Perplexing pickled peppers

Compared to the north, beef here is local, grass-fed, delicious, and cheap. As a result, we eat more, sometimes as hamburgers. Inevitably, the wife has lamented lack of dill pickles to accompany them. She tried making some. They were close, but not crunchy.

She recently brought home this:

Ajías Catalanes – Catalan chili peppers. They’re hot! They’re great! Who needs dills?

But this raises an interesting question. Uruguayans in general will not touch spicy food. Something with pepper – just a sprinkle of black pepper – is considered picante. Yet they grow hot peppers; you can buy them in the supermarket.

And now we see they pickle them (at the bottom of the label: Industria Uruguaya).

Why?

Besides us, for whom?

2 thoughts on “Perplexing pickled peppers

  1. It is to sell it to gringos and, maybe to spice sausages (not pickled hot peppers, though).

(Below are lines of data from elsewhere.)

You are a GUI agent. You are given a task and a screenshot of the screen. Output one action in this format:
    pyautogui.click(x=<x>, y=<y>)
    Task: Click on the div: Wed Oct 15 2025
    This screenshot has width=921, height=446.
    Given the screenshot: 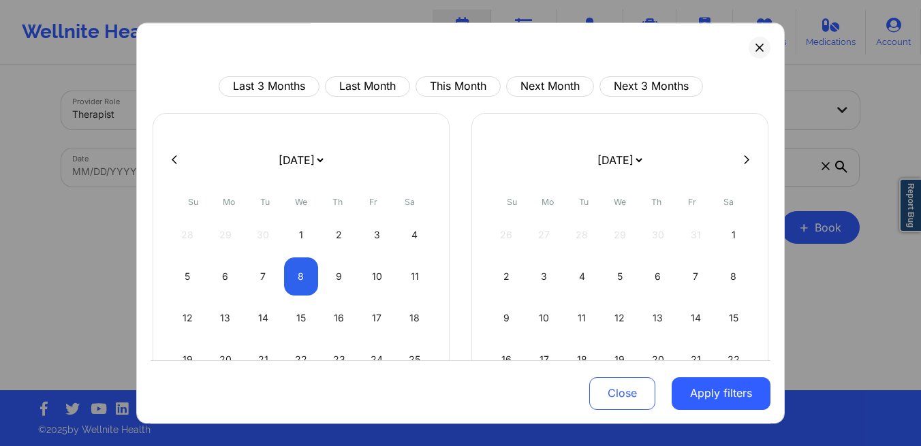 What is the action you would take?
    pyautogui.click(x=301, y=318)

Some people do like these hot peppers, but in general, you are right, people in Uruguay don’t like hot, spicy stuff, just a little bit in their sausages or salami.

  2. I find it hard to imagine that Industria Uruguaya would produce a small-scale product specifically for the consumption of foreigners inside the country, and I doubt they have much of an export market for the same. Still, I have no better explanation.